Go To Section
Maidstone
Double Member Borough
Available from Boydell and Brewer
Background Information
Right of Election:
in the freemen
Number of voters:
about 1,000
Elections
Date | Candidate | Votes |
---|---|---|
16 Apr. 1754 | Gabriel Hanger | 573 |
Heneage Finch, Lord Guernsey | 572 | |
Abraham Hume | 352 | |
6 Dec. 1757 | Savile Finch vice Guernsey, called to the Upper House | |
28 Mar. 1761 | Rose Fuller | 483 |
William Northey | 452 | |
Gabriel Hanger | 440 | |
18 Mar. 1768 | Charles Marsham | 697 |
Robert Gregory | 433 | |
Mr. Annesley | 331 | |
8 Oct. 1774 | Sir Horatio Mann | 541 |
Heneage Finch, Lord Guernsey | 456 | |
Robert Gregory | 225 | |
16 May 1777 | Charles Finch vice Guernsey, called to the Upper House | 235 |
Charles Stanhope, Visct. Mahon | 28 | |
8 Sept. 1780 | Sir Horatio Mann | 558 |
Clement Taylor | 399 | |
Charles Finch | 362 | |
2 Apr. 1784 | Clement Taylor | 406 |
Gerard Edwards | 393 | |
William Geary | 324 | |
14 July 1788 | Matthew Bloxham vice Edwards, vacated his seat | 328 |
George Byng | 307 |
Main Article
At Maidstone Lord Aylesford and Lord Romney both had an old-established interest; there was a strong independent party, nurtured by the Dissenters (in 1809 estimated at nearly half the borough); and a minor Government interest from the dockyards at Rochester, Chatham, and Deptford.
At every election between 1754 and 1777 the Aylesford interest returned a candidate, and the Romney interest in 1754, 1761, and 1768. In 1780 the Aylesford candidate was beaten and both Members were local independent men: Mann a landowner, and Taylor a manufacturer. In 1792 Oldfield described the borough as divided between two parties, ‘the one attempting to compliment the minister with the nomination of its Members, the other equally zealous in maintaining the independence of its constitutional rights’. John Brenchly, a Maidstone brewer and partner in a Southwark bank, led the ministerial party, and Taylor the independents.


[Requirement] Copy the data below exactly.
┌──
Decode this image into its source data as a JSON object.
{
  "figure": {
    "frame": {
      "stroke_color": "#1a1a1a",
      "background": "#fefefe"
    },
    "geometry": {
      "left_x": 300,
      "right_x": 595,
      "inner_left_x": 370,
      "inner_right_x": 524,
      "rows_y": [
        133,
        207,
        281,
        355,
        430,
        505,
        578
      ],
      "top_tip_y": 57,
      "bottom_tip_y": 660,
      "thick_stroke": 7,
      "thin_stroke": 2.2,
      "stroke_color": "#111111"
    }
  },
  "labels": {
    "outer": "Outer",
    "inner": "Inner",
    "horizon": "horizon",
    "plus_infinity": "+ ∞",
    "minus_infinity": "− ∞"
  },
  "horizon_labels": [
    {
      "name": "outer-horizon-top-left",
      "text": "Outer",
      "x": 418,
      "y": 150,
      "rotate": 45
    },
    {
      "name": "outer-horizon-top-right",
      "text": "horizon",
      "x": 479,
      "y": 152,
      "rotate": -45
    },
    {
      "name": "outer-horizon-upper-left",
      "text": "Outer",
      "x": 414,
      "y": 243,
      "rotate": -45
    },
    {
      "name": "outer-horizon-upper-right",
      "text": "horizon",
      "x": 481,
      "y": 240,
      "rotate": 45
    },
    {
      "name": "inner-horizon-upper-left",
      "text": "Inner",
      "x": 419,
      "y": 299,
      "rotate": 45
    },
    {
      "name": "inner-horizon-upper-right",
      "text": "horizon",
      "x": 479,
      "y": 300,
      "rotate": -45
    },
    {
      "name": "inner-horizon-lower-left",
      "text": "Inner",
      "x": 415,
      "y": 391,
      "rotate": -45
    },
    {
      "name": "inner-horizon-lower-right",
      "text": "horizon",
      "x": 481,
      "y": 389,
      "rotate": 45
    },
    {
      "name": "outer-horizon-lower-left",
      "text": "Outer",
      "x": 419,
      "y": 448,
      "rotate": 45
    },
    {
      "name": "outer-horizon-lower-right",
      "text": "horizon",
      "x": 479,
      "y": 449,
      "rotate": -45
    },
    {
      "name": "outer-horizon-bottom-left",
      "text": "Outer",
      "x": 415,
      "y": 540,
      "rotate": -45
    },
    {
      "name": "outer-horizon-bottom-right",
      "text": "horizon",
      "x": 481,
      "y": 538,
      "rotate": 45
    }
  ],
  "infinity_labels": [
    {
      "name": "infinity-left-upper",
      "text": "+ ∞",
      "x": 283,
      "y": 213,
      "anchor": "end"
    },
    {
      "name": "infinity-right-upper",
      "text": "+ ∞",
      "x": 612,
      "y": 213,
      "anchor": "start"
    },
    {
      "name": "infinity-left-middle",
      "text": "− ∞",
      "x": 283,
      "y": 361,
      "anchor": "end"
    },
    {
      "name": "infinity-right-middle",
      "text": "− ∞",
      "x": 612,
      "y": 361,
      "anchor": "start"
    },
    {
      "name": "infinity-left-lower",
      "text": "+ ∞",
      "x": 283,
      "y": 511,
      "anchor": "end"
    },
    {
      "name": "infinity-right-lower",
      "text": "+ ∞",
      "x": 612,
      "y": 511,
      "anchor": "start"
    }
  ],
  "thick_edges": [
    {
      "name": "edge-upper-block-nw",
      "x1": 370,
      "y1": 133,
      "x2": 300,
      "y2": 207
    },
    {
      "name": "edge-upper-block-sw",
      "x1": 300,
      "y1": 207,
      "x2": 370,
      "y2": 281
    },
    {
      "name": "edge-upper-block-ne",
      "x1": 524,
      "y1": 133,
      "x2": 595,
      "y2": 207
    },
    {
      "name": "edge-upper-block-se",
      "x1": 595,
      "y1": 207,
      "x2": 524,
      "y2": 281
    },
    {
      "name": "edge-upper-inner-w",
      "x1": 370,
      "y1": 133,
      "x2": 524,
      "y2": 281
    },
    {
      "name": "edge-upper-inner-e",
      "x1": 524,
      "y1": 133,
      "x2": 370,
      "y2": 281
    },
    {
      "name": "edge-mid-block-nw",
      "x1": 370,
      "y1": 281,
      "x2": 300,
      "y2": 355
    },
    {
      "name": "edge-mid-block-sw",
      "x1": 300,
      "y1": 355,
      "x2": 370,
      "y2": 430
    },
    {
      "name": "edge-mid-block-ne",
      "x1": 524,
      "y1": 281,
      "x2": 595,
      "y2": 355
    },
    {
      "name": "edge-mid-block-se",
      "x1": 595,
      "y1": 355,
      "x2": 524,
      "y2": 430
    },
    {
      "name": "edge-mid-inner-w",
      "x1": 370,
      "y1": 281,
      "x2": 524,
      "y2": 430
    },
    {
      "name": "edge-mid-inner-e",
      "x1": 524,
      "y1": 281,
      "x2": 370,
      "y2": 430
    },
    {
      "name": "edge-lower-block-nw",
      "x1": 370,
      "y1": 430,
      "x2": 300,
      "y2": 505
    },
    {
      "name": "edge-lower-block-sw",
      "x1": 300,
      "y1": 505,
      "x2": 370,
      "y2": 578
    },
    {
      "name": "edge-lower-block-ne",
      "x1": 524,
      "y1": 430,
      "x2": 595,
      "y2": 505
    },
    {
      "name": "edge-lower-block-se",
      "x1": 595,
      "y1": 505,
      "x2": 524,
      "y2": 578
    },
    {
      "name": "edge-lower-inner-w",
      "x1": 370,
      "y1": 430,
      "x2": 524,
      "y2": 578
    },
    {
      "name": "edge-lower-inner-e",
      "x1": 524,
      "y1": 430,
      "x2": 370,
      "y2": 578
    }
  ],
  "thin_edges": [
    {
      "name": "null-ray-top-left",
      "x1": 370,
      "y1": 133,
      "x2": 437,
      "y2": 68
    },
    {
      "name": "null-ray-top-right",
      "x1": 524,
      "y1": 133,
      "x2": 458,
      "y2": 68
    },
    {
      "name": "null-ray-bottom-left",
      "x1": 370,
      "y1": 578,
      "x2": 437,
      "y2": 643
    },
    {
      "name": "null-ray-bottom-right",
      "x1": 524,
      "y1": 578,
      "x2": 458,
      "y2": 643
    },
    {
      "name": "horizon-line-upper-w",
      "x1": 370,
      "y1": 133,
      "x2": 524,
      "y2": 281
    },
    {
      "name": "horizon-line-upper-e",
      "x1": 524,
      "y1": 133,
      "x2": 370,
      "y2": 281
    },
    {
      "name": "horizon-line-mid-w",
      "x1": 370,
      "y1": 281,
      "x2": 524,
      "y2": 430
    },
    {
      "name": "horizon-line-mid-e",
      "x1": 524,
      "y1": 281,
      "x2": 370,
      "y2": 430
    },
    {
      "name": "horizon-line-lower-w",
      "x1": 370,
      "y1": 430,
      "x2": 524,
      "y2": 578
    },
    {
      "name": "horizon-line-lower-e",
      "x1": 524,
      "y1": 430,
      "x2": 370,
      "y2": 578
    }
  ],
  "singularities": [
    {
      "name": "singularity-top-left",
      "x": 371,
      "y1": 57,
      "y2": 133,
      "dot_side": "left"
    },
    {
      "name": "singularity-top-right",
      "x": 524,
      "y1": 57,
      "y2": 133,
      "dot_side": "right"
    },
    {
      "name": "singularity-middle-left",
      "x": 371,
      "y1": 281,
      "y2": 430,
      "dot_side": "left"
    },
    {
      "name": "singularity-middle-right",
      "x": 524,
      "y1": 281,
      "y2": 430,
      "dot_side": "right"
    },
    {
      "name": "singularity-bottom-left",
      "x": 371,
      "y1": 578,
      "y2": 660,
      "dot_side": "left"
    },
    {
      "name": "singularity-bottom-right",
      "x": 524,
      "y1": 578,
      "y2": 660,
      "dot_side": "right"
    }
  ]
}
└──
[Response below]
Decode this image into its source data as a JSON object.
{
  "figure": {
    "frame": {
      "stroke_color": "#1a1a1a",
      "background": "#fefefe"
    },
    "geometry": {
      "left_x": 300,
      "right_x": 595,
      "inner_left_x": 370,
      "inner_right_x": 524,
      "rows_y": [
        133,
        207,
        281,
        355,
        430,
        505,
        578
      ],
      "top_tip_y": 57,
      "bottom_tip_y": 660,
      "thick_stroke": 7,
      "thin_stroke": 2.2,
      "stroke_color": "#111111"
    }
  },
  "labels": {
    "outer": "Outer",
    "inner": "Inner",
    "horizon": "horizon",
    "plus_infinity": "+ ∞",
    "minus_infinity": "− ∞"
  },
  "horizon_labels": [
    {
      "name": "outer-horizon-top-left",
      "text": "Outer",
      "x": 418,
      "y": 150,
      "rotate": 45
    },
    {
      "name": "outer-horizon-top-right",
      "text": "horizon",
      "x": 479,
      "y": 152,
      "rotate": -45
    },
    {
      "name": "outer-horizon-upper-left",
      "text": "Outer",
      "x": 414,
      "y": 243,
      "rotate": -45
    },
    {
      "name": "outer-horizon-upper-right",
      "text": "horizon",
      "x": 481,
      "y": 240,
      "rotate": 45
    },
    {
      "name": "inner-horizon-upper-left",
      "text": "Inner",
      "x": 419,
      "y": 299,
      "rotate": 45
    },
    {
      "name": "inner-horizon-upper-right",
      "text": "horizon",
      "x": 479,
      "y": 300,
      "rotate": -45
    },
    {
      "name": "inner-horizon-lower-left",
      "text": "Inner",
      "x": 415,
      "y": 391,
      "rotate": -45
    },
    {
      "name": "inner-horizon-lower-right",
      "text": "horizon",
      "x": 481,
      "y": 389,
      "rotate": 45
    },
    {
      "name": "outer-horizon-lower-left",
      "text": "Outer",
      "x": 419,
      "y": 448,
      "rotate": 45
    },
    {
      "name": "outer-horizon-lower-right",
      "text": "horizon",
      "x": 479,
      "y": 449,
      "rotate": -45
    },
    {
      "name": "outer-horizon-bottom-left",
      "text": "Outer",
      "x": 415,
      "y": 540,
      "rotate": -45
    },
    {
      "name": "outer-horizon-bottom-right",
      "text": "horizon",
      "x": 481,
      "y": 538,
      "rotate": 45
    }
  ],
  "infinity_labels": [
    {
      "name": "infinity-left-upper",
      "text": "+ ∞",
      "x": 283,
      "y": 213,
      "anchor": "end"
    },
    {
      "name": "infinity-right-upper",
      "text": "+ ∞",
      "x": 612,
      "y": 213,
      "anchor": "start"
    },
    {
      "name": "infinity-left-middle",
      "text": "− ∞",
      "x": 283,
      "y": 361,
      "anchor": "end"
    },
    {
      "name": "infinity-right-middle",
      "text": "− ∞",
      "x": 612,
      "y": 361,
      "anchor": "start"
    },
    {
      "name": "infinity-left-lower",
      "text": "+ ∞",
      "x": 283,
      "y": 511,
      "anchor": "end"
    },
    {
      "name": "infinity-right-lower",
      "text": "+ ∞",
      "x": 612,
      "y": 511,
      "anchor": "start"
    }
  ],
  "thick_edges": [
    {
      "name": "edge-upper-block-nw",
      "x1": 370,
      "y1": 133,
      "x2": 300,
      "y2": 207
    },
    {
      "name": "edge-upper-block-sw",
      "x1": 300,
      "y1": 207,
      "x2": 370,
      "y2": 281
    },
    {
      "name": "edge-upper-block-ne",
      "x1": 524,
      "y1": 133,
      "x2": 595,
      "y2": 207
    },
    {
      "name": "edge-upper-block-se",
      "x1": 595,
      "y1": 207,
      "x2": 524,
      "y2": 281
    },
    {
      "name": "edge-upper-inner-w",
      "x1": 370,
      "y1": 133,
      "x2": 524,
      "y2": 281
    },
    {
      "name": "edge-upper-inner-e",
      "x1": 524,
      "y1": 133,
      "x2": 370,
      "y2": 281
    },
    {
      "name": "edge-mid-block-nw",
      "x1": 370,
      "y1": 281,
      "x2": 300,
      "y2": 355
    },
    {
      "name": "edge-mid-block-sw",
      "x1": 300,
      "y1": 355,
      "x2": 370,
      "y2": 430
    },
    {
      "name": "edge-mid-block-ne",
      "x1": 524,
      "y1": 281,
      "x2": 595,
      "y2": 355
    },
    {
      "name": "edge-mid-block-se",
      "x1": 595,
      "y1": 355,
      "x2": 524,
      "y2": 430
    },
    {
      "name": "edge-mid-inner-w",
      "x1": 370,
      "y1": 281,
      "x2": 524,
      "y2": 430
    },
    {
      "name": "edge-mid-inner-e",
      "x1": 524,
      "y1": 281,
      "x2": 370,
      "y2": 430
    },
    {
      "name": "edge-lower-block-nw",
      "x1": 370,
      "y1": 430,
      "x2": 300,
      "y2": 505
    },
    {
      "name": "edge-lower-block-sw",
      "x1": 300,
      "y1": 505,
      "x2": 370,
      "y2": 578
    },
    {
      "name": "edge-lower-block-ne",
      "x1": 524,
      "y1": 430,
      "x2": 595,
      "y2": 505
    },
    {
      "name": "edge-lower-block-se",
      "x1": 595,
      "y1": 505,
      "x2": 524,
      "y2": 578
    },
    {
      "name": "edge-lower-inner-w",
      "x1": 370,
      "y1": 430,
      "x2": 524,
      "y2": 578
    },
    {
      "name": "edge-lower-inner-e",
      "x1": 524,
      "y1": 430,
      "x2": 370,
      "y2": 578
    }
  ],
  "thin_edges": [
    {
      "name": "null-ray-top-left",
      "x1": 370,
      "y1": 133,
      "x2": 437,
      "y2": 68
    },
    {
      "name": "null-ray-top-right",
      "x1": 524,
      "y1": 133,
      "x2": 458,
      "y2": 68
    },
    {
      "name": "null-ray-bottom-left",
      "x1": 370,
      "y1": 578,
      "x2": 437,
      "y2": 643
    },
    {
      "name": "null-ray-bottom-right",
      "x1": 524,
      "y1": 578,
      "x2": 458,
      "y2": 643
    },
    {
      "name": "horizon-line-upper-w",
      "x1": 370,
      "y1": 133,
      "x2": 524,
      "y2": 281
    },
    {
      "name": "horizon-line-upper-e",
      "x1": 524,
      "y1": 133,
      "x2": 370,
      "y2": 281
    },
    {
      "name": "horizon-line-mid-w",
      "x1": 370,
      "y1": 281,
      "x2": 524,
      "y2": 430
    },
    {
      "name": "horizon-line-mid-e",
      "x1": 524,
      "y1": 281,
      "x2": 370,
      "y2": 430
    },
    {
      "name": "horizon-line-lower-w",
      "x1": 370,
      "y1": 430,
      "x2": 524,
      "y2": 578
    },
    {
      "name": "horizon-line-lower-e",
      "x1": 524,
      "y1": 430,
      "x2": 370,
      "y2": 578
    }
  ],
  "singularities": [
    {
      "name": "singularity-top-left",
      "x": 371,
      "y1": 57,
      "y2": 133,
      "dot_side": "left"
    },
    {
      "name": "singularity-top-right",
      "x": 524,
      "y1": 57,
      "y2": 133,
      "dot_side": "right"
    },
    {
      "name": "singularity-middle-left",
      "x": 371,
      "y1": 281,
      "y2": 430,
      "dot_side": "left"
    },
    {
      "name": "singularity-middle-right",
      "x": 524,
      "y1": 281,
      "y2": 430,
      "dot_side": "right"
    },
    {
      "name": "singularity-bottom-left",
      "x": 371,
      "y1": 578,
      "y2": 660,
      "dot_side": "left"
    },
    {
      "name": "singularity-bottom-right",
      "x": 524,
      "y1": 578,
      "y2": 660,
      "dot_side": "right"
    }
  ]
}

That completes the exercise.